Glover v. Martin

Birdsong, Presiding Judge.

This is an appeal of a grant of summary judgment awarding *62attorney fees to the attorney for the executrix of an estate. The attorney, Lester, was retained for the estate by the executrix named in the decedent’s last will and testament, appellee Alice Martin. The probate court overruled a caveat made by appellant Glover and others, but on appeal in superior court, a jury ruled against probate of the will. Attorney Lester then filed a petition in probate court to be compensated for services rendered to the estate. The probate court granted the attorney compensation for services to the estate in the total amount of $3,372. Appellant Glover appealed this award in superior court, and that court granted summary judgment to the attorney.

Appellant Glover contends the superior court erred in applying OCGA § 53-7-10 to the case instead of OCGA § 53-3-23.

OCGA § 53-7-10 provides: “An administrator or executor is authorized to provide competent legal counsel for the estate, according to the needs of the estate he represents. Either the administrator or executor or the attorney employed may, by petition to the judge of the probate court duly served on the other, obtain a judgment fixing the attorney’s fees and expenses.” (Emphasis supplied.)

Appellant contends this case is controlled by OCGA § 53-3-23, which provides: “[EJxecutors in purported wills of decedents shall be entitled to recover expenses [and] reasonable attorney’s fees [incurred in] offering wills for probate . . . even if the will is subsequently determined not to be the valid will of the testator. However, such person shall not be entitled to recover from the estate the expenses and attorney’s fees . . . unless the person proceeds in good faith.” (Emphasis supplied.) Appellant thus contends OCGA § 53-3-23 does not give the right to the attorney to file an application for attorney fees. She further contends OCGA § 53-7-10, on which the superior court granted judgment to the attorney, is inapplicable because his petition was not “served on” “[e]ither the administrator or executor,” as the case may be. The attorney rejoins that he served appellant with his petition for fees, that no one objected thereto, and that this was sufficient. Appellant contends that under our recent holding in Holland v. Farmer, 217 Ga. App. 546 (458 SE2d 175), the question of the attorney’s good faith should be decided by a jury. Held-.

The superior court did not err in sustaining the probate court’s award of attorney fees under OCGA § 53-7-10. No material issue of “service” of his petition arises to prevent application of OCGA § 53-7-10. OCGA § 53-7-10 provides that the executor, administrator or the attorney may make such application. The issue of good faith under OCGA § 53-3-23 does not arise because the superior court held there is no evidence in the record indicating Lester acted in bad faith in representing the estate at the request of the executrix, even though *63the will she propounded was not probated. Further, the superior court found that even if there were evidence the executrix exercised undue influence or otherwise acted in bad faith, there is “nothing in the record to indicate that [attorney] Lester had either actual or constructive notice of any such undue influence. In the absence of any evidence of such notice, any bad faith on the part of the executor will not be imputed to the attorney.” We agree with this reasoning, for reasons similarly put forth in our recent case of Holland. If attorneys were deprived of their statutory right to attorney fees in providing services to an executrix on a presumption of bad faith merely because the will propounded was ultimately not allowed to be probated, this would surely discourage any attorney from assisting in the probate of any will. There is no presumption of bad faith, on the part of the propounder or her attorney, merely because a will is defeated. To hold that the defeat of a will raises an inference of bad faith on the part of the executor or the attorney “would prevent the fair determination of validity of competing wills” or caveats. Id. at 547. The superior court found there was no evidence of bad faith on the part of this attorney, and on appeal appellant offers this Court no evidence of such bad faith. Accordingly, the superior court did not err in granting summary judgment and refusing to submit the “issue of good faith” to a jury.

Decided December 17, 1996. Watkins & Watkins, John D. Watkins, for appellants. Lester, Lester & Flynt, James L. Lester, for appellee.

Judgment affirmed.

Blackburn, J., and Senior Appellate Judge Harold R. Banke concur.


_ASSIGNMENT_
Print out the entries, word for word.

_Pixel coordinate grounding data_

***

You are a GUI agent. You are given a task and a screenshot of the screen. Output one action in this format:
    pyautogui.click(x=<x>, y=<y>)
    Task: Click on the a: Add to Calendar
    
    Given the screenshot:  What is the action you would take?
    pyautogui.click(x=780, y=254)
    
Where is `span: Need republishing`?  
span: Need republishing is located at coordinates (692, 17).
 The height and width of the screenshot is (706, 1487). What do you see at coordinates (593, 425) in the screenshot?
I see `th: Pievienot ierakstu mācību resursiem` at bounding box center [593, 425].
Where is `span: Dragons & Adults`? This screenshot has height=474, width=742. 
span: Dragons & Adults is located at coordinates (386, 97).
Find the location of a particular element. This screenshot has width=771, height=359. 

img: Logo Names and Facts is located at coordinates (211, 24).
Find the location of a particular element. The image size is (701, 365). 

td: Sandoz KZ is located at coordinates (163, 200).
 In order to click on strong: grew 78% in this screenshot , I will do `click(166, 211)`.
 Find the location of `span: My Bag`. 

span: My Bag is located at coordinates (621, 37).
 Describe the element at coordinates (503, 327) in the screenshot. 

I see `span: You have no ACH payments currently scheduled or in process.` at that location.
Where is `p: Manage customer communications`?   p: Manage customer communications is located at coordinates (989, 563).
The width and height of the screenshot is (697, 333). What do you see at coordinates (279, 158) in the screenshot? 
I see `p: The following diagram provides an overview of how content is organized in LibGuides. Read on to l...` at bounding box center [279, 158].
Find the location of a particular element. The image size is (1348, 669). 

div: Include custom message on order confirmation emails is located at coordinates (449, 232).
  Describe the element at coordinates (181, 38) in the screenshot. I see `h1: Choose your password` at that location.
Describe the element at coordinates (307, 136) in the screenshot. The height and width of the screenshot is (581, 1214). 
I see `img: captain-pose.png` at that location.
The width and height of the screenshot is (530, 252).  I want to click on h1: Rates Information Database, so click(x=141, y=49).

***

_TASK RESULT_
You are a GUI agent. You are given a task and a screenshot of the screen. Output one action in this format:
    pyautogui.click(x=<x>, y=<y>)
    Task: Click on the a: Add to Calendar
    
    Given the screenshot:  What is the action you would take?
    pyautogui.click(x=780, y=254)
    
Where is `span: Need republishing`?  
span: Need republishing is located at coordinates (692, 17).
 The height and width of the screenshot is (706, 1487). What do you see at coordinates (593, 425) in the screenshot?
I see `th: Pievienot ierakstu mācību resursiem` at bounding box center [593, 425].
Where is `span: Dragons & Adults`? This screenshot has height=474, width=742. 
span: Dragons & Adults is located at coordinates (386, 97).
Find the location of a particular element. This screenshot has width=771, height=359. 

img: Logo Names and Facts is located at coordinates (211, 24).
Find the location of a particular element. The image size is (701, 365). 

td: Sandoz KZ is located at coordinates (163, 200).
 In order to click on strong: grew 78% in this screenshot , I will do `click(166, 211)`.
 Find the location of `span: My Bag`. 

span: My Bag is located at coordinates (621, 37).
 Describe the element at coordinates (503, 327) in the screenshot. 

I see `span: You have no ACH payments currently scheduled or in process.` at that location.
Where is `p: Manage customer communications`?   p: Manage customer communications is located at coordinates (989, 563).
The width and height of the screenshot is (697, 333). What do you see at coordinates (279, 158) in the screenshot? 
I see `p: The following diagram provides an overview of how content is organized in LibGuides. Read on to l...` at bounding box center [279, 158].
Find the location of a particular element. The image size is (1348, 669). 

div: Include custom message on order confirmation emails is located at coordinates (449, 232).
  Describe the element at coordinates (181, 38) in the screenshot. I see `h1: Choose your password` at that location.
Describe the element at coordinates (307, 136) in the screenshot. The height and width of the screenshot is (581, 1214). 
I see `img: captain-pose.png` at that location.
The width and height of the screenshot is (530, 252).  I want to click on h1: Rates Information Database, so click(x=141, y=49).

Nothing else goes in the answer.